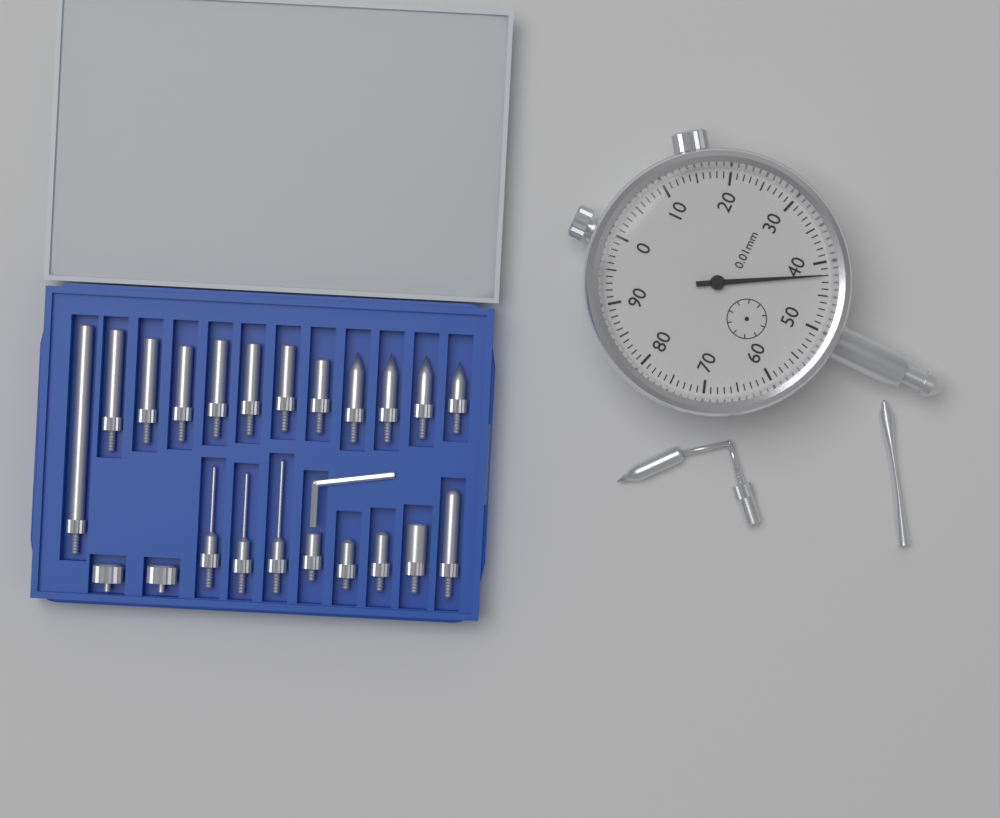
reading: 0.42 mm
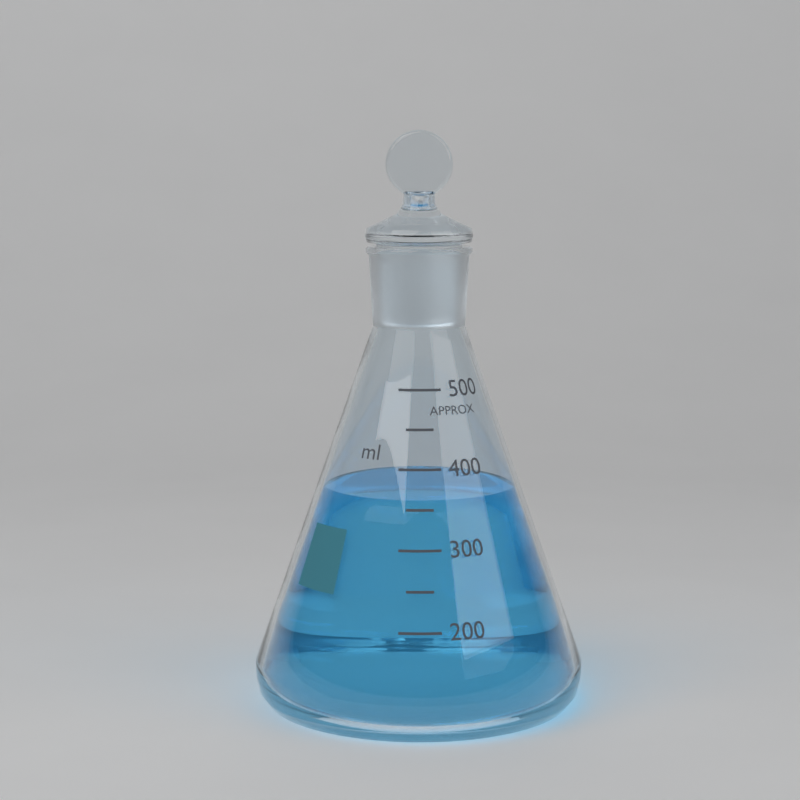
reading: 360 ml
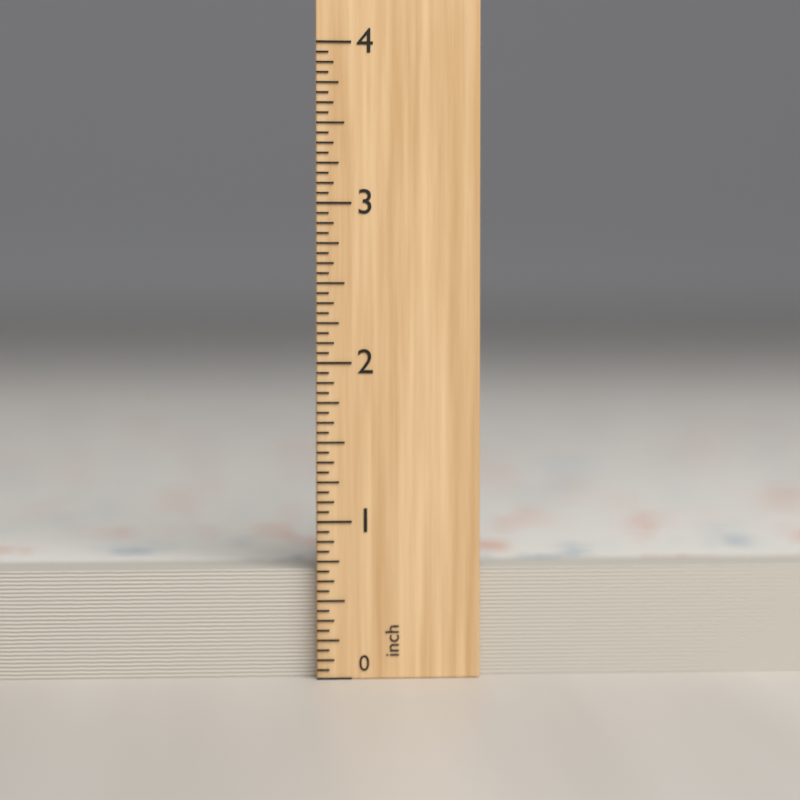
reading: 0.6875 inch
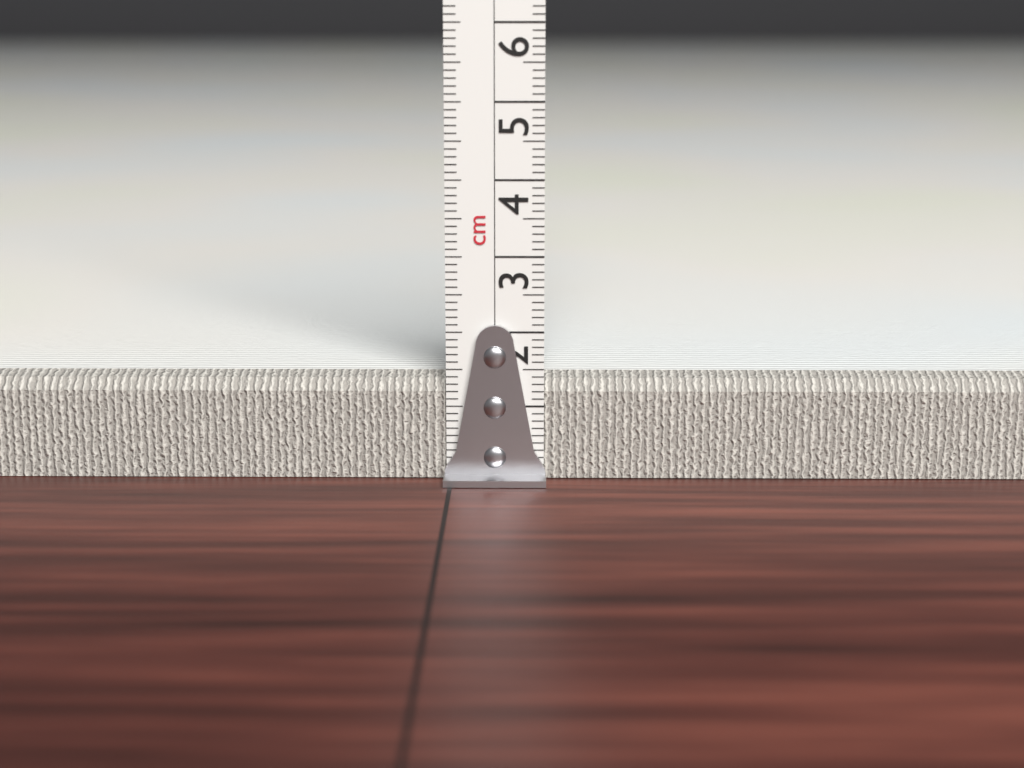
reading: 1.4 cm
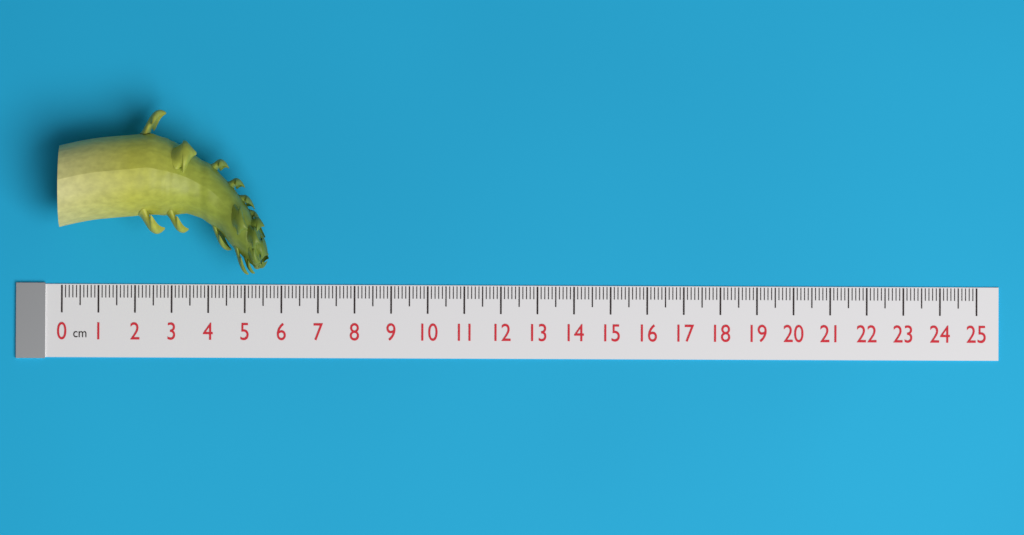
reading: 5.7 cm
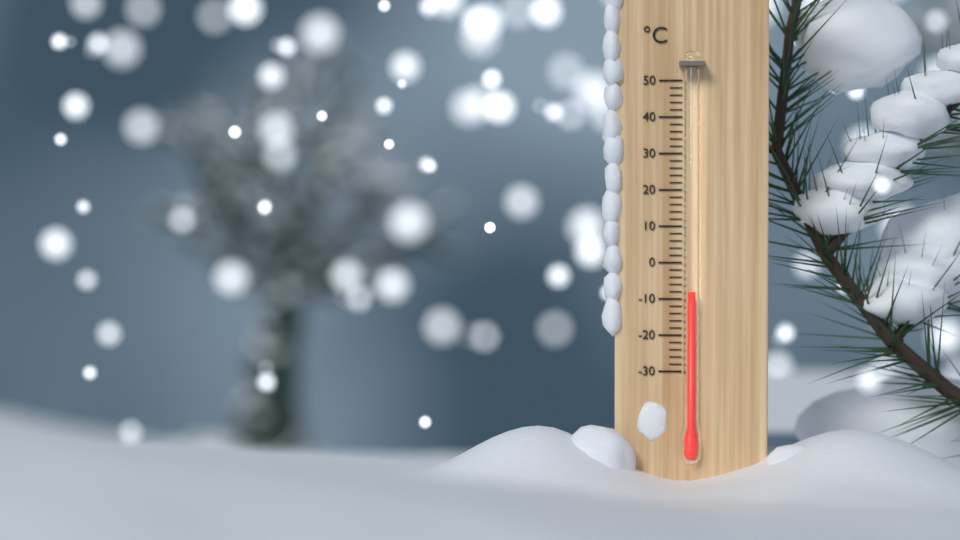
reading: -8 °C
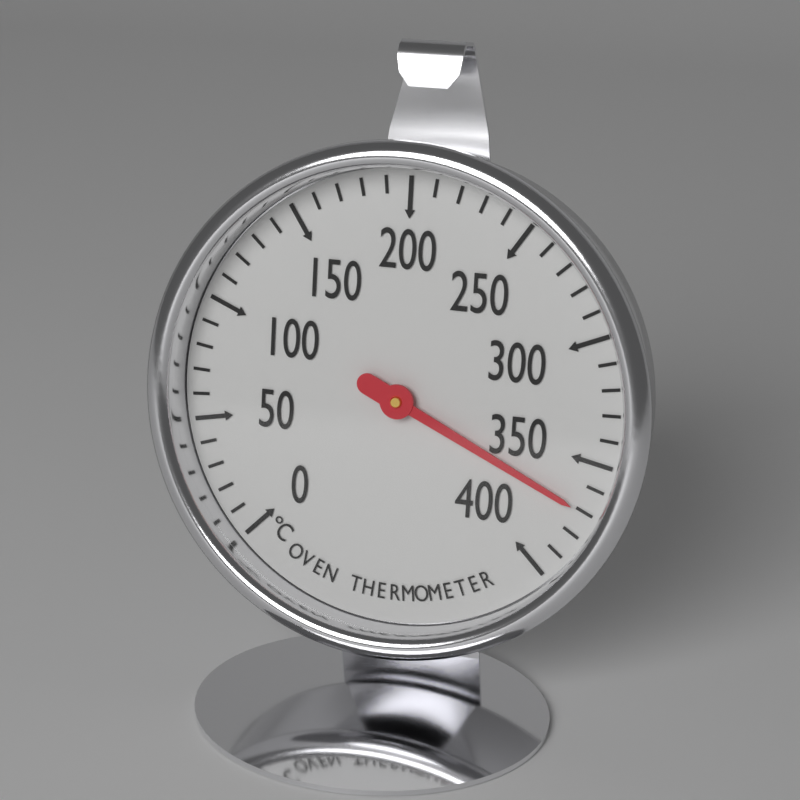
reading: 370 °C
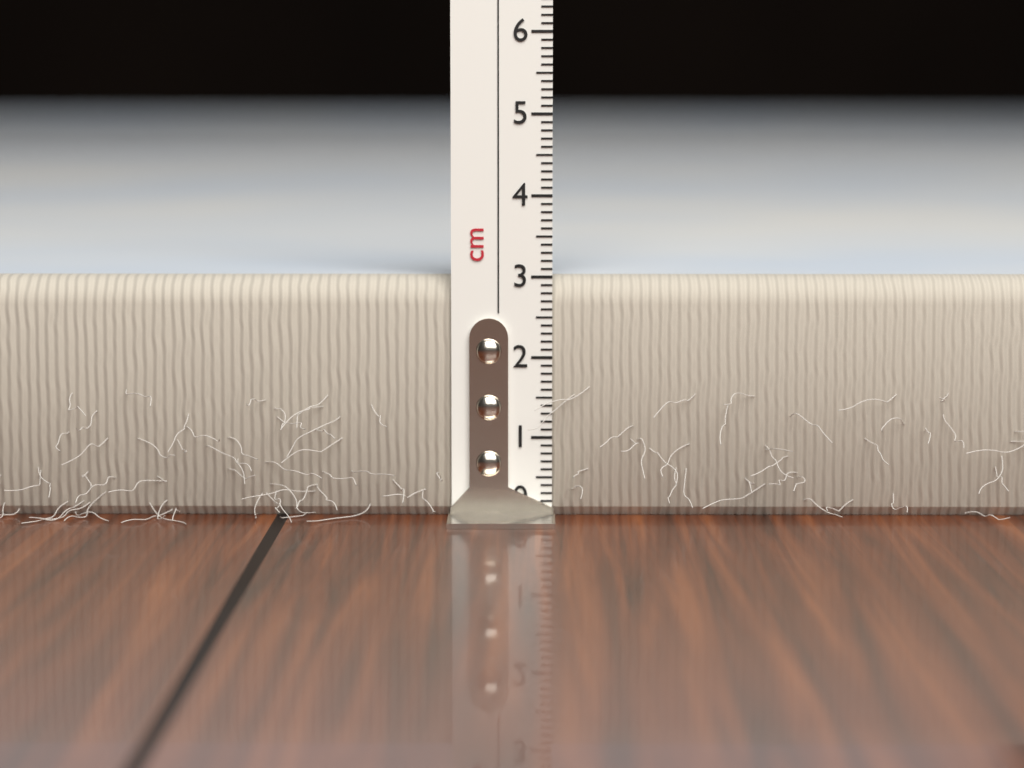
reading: 3.0 cm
======
• [Activity]: Transcribe each entry exactly; images stay out.

• [Finished task]:
reading: 0.42 mm
reading: 360 ml
reading: 0.6875 inch
reading: 1.4 cm
reading: 5.7 cm
reading: -8 °C
reading: 370 °C
reading: 3.0 cm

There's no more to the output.